A San Francisco startup called Gramr has blasted past its $15,000 Kickstarter goal in less than two weeks and appears likely to reach its “stretch goal” of $50,000. Before I give you any links or clues, try to guess from the name alone what Gramr makes. Language-learning flash cards? National Grammar Day T-shirts? An app that corrects your faulty subject-verb agreement?
No, no, and no. Gramr looks and sounds exactly like “grammar,” but the company has a completely different mission.
“Gratitude Changes Everything” sticker from Gramr.
Gramr calls itself a “gratitude company”; its product is thank-you cards—the paper kind that you put in a square envelope, seal with sealing wax, and mail with a postage stamp. The business model is a subscription service like BirchBox and RocksBox: every month, a new box of cards. Co-founder Matt Richardson told TechCrunch he wants to “turn the world into a more grateful place.”
It’s an admirable goal, and Gramr gets a few points for not choosing a copycat “box” name. But the “Gramr” name sends at least three wrong messages:
- It sounds like “grammar” (or possibly “grandma,” or like something you use to measure in grams), which means the name will be explained over and over again. The founders don’t explain how they arrived at “Gramr”—maybe the gra- comes from “gratitude”; maybe they wanted “thank-you-gram.” But neither the sound nor the spelling of “Gramr” suggests those meanings.
- Even if you were able to separate Gramr from grammar, you’d be stuck with a name that sounds rough and inelegant—think grind, grate, grapple, graft, grab, grasping. It’s the wrong sonic fit for a company and product intended to foster “a habit that makes you happier.” Gramr doesn’t sound gracious or grateful; it sounds like a chore. And it looks like a texting shortcut.
- That missing vowel in the suffix says “we were desperate to get a cheap dot-com domain, so we noodled with the spelling.” Flickr started the trend back in 2004; Tumblr, Frappr, Flagr, Zapr, Weekendr, Talkr, Kontactr, Blogr, BlogRovr, Resizr, Wishlistr, Grindr, and countless others followed. The trend is played out. There are smarter, more elegant ways to land a domain.
Other aspects of this fledgling brand’s verbal strategy also strike me as half-baked. For example, why is the $8 pledge level on Kickstarter called “gracias” and the $88 level “danke”? Is German ten times more meritorious than Spanish? The names of giving levels can give your overall brand a boost—take note, nonprofit organizations—but they need to follow a rational, consistent system. When Gramr suddenly abandons the foreign-language strategy in favorite of categories like “California Dreaming” and “The ‘365’ Plan,” we feel a little lost.
Don’t get me wrong: I like writing and receiving thank-you cards, and I applaud Gramr’s commitment to old media and the U.S. Postal Service. I do hope, however, that the company changes its name. (Let’s talk.) They’ll be thankful in the long run.
A square envelope! Which requires extra postage, of course. And then, there are still a few etiquette mavens out there who frown on preprinted anything. The name (misguided as it is) is not the only problem here.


§ Work to complete
Copy every record verbatim. Leave the pictures out.

═══ Information supplied

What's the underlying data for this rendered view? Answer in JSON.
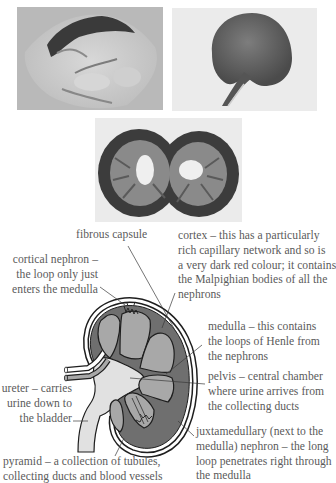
{
  "photos": [
    {
      "name": "kidney-photo-fatty-capsule",
      "caption": ""
    },
    {
      "name": "kidney-photo-whole",
      "caption": ""
    },
    {
      "name": "kidney-photo-halved",
      "caption": ""
    }
  ],
  "diagram": {
    "colors": {
      "cortex": "#6f6f6f",
      "medulla": "#a8a8a8",
      "pelvis": "#e1e1e1",
      "capsule": "#ffffff",
      "outline": "#1e1e1e",
      "text": "#5a5a5a"
    },
    "labels": {
      "fibrous_capsule": "fibrous capsule",
      "cortical_nephron": "cortical nephron –\nthe loop only just\nenters the medulla",
      "cortex": "cortex – this has a particularly\nrich capillary network and so is\na very dark red colour; it contains\nthe Malpighian bodies of all the\nnephrons",
      "medulla": "medulla – this contains\nthe loops of Henle from\nthe nephrons",
      "pelvis": "pelvis – central chamber\nwhere urine arrives from\nthe collecting ducts",
      "ureter": "ureter – carries\nurine down to\nthe bladder",
      "juxtamedullary": "juxtamedullary (next to the\nmedulla) nephron – the long\nloop penetrates right through\nthe medulla",
      "pyramid": "pyramid – a collection of tubules,\ncollecting ducts and blood vessels"
    }
  }
}
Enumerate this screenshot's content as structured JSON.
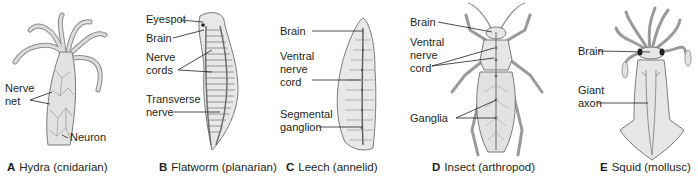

══════

§ Result of this exercise
What's the underlying data for this rendered view? Answer in JSON.
{
  "photos": [
    {
      "name": "kidney-photo-fatty-capsule",
      "caption": ""
    },
    {
      "name": "kidney-photo-whole",
      "caption": ""
    },
    {
      "name": "kidney-photo-halved",
      "caption": ""
    }
  ],
  "diagram": {
    "colors": {
      "cortex": "#6f6f6f",
      "medulla": "#a8a8a8",
      "pelvis": "#e1e1e1",
      "capsule": "#ffffff",
      "outline": "#1e1e1e",
      "text": "#5a5a5a"
    },
    "labels": {
      "fibrous_capsule": "fibrous capsule",
      "cortical_nephron": "cortical nephron –\nthe loop only just\nenters the medulla",
      "cortex": "cortex – this has a particularly\nrich capillary network and so is\na very dark red colour; it contains\nthe Malpighian bodies of all the\nnephrons",
      "medulla": "medulla – this contains\nthe loops of Henle from\nthe nephrons",
      "pelvis": "pelvis – central chamber\nwhere urine arrives from\nthe collecting ducts",
      "ureter": "ureter – carries\nurine down to\nthe bladder",
      "juxtamedullary": "juxtamedullary (next to the\nmedulla) nephron – the long\nloop penetrates right through\nthe medulla",
      "pyramid": "pyramid – a collection of tubules,\ncollecting ducts and blood vessels"
    }
  }
}
Enumerate this screenshot's content as structured JSON.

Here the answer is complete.